I’ve been there at every beginning: during the early anxiety of falling in love, through the fear that a proposal will never come, but then it does. I've spent money I don’t have on weddings, baby showers, and all the sundry events society considers worthy of ritual. I’ve never had one because the milestones of single life aren't codified as worthy of celebrating. After the wedding, friends fade away. Evidence of their existence abounds online in photos of events that include only couples.
I have a boyfriend
Oh, wait no,
That’s a fridge
I have a fridge
When it happens that I run into the friends I haven’t seen in decades, I’m often subject to the complaints of parenthood, all with a misguided conspiratorial whisper meant to indicate how lucky I am not to have done what they did (knowing I wanted what they have):
"Kill me now, why did I have children again?"
Or:
"Can you believe I did this to myself?

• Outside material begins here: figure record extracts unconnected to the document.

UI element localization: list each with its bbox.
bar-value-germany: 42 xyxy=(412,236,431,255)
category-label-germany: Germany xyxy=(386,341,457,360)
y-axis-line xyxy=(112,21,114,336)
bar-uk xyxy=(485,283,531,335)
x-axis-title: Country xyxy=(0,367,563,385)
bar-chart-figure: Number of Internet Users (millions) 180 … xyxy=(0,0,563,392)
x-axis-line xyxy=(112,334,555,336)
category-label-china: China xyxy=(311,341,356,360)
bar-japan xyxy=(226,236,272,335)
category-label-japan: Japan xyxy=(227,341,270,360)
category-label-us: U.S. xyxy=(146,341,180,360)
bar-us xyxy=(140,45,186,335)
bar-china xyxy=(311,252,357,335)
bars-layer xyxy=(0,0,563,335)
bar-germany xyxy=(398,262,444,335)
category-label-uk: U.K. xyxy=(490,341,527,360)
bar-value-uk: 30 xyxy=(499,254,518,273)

Do you want them? Take them!"
This projected guilt assumes a resentment toward them that I don’t carry. I don’t begrudge anyone their family—I just want an occasional hit of shared joy. But this telegraphed guilt illuminates one potential unspoken discomfort of couples—they don’t want to go back. Perhaps single life represents a place of such disquietude, precisely because our society finds a family of one so unacceptable—they’d prefer not to be reminded.
Yet, they often turn to their single friends when things break down and they’re in crisis. Once resolved, they disappear again, back into their family fold.

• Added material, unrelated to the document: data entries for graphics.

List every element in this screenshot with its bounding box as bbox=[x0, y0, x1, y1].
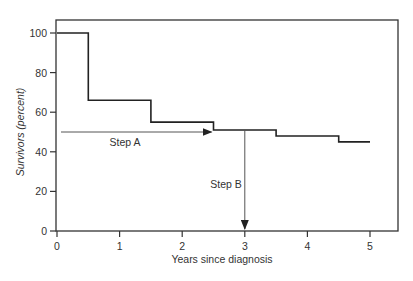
x-tick-label: 4 bbox=[304, 240, 310, 252]
step-a-label: Step A bbox=[110, 136, 141, 148]
survival-step-line bbox=[57, 33, 370, 142]
y-tick-label: 0 bbox=[41, 225, 47, 237]
step-b-label: Step B bbox=[210, 178, 242, 190]
y-tick-label: 100 bbox=[29, 27, 47, 39]
x-tick-label: 0 bbox=[54, 240, 60, 252]
y-axis: 020406080100 bbox=[29, 27, 56, 237]
y-tick-label: 40 bbox=[35, 146, 47, 158]
y-tick-label: 60 bbox=[35, 106, 47, 118]
y-axis-title: Survivors (percent) bbox=[14, 88, 26, 177]
x-tick-label: 1 bbox=[117, 240, 123, 252]
plot-border bbox=[56, 20, 398, 231]
y-tick-label: 20 bbox=[35, 185, 47, 197]
annotations: Step AStep B bbox=[61, 130, 245, 229]
x-tick-label: 2 bbox=[179, 240, 185, 252]
survival-chart: 020406080100 012345 Step AStep B Years s… bbox=[0, 0, 413, 281]
x-tick-label: 5 bbox=[367, 240, 373, 252]
x-axis-title: Years since diagnosis bbox=[171, 253, 272, 265]
plot-frame bbox=[56, 20, 398, 231]
y-tick-label: 80 bbox=[35, 67, 47, 79]
step-line bbox=[57, 33, 370, 142]
x-tick-label: 3 bbox=[242, 240, 248, 252]
x-axis: 012345 bbox=[54, 231, 373, 252]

But it’s the middle part, the meat of community-making, the family-ness: summer barbecues teeming with children, kids’ birthday picnics in the park with their school friends, weekend playground hangouts, that I (and so many other single people) get cut from.
This exclusion has affected me in numerous ways: from feeling isolated during holidays to missing essential milestones in my friends' and their children's lives.
But why is it like this? How did it happen, and how can I feel better about this dynamic?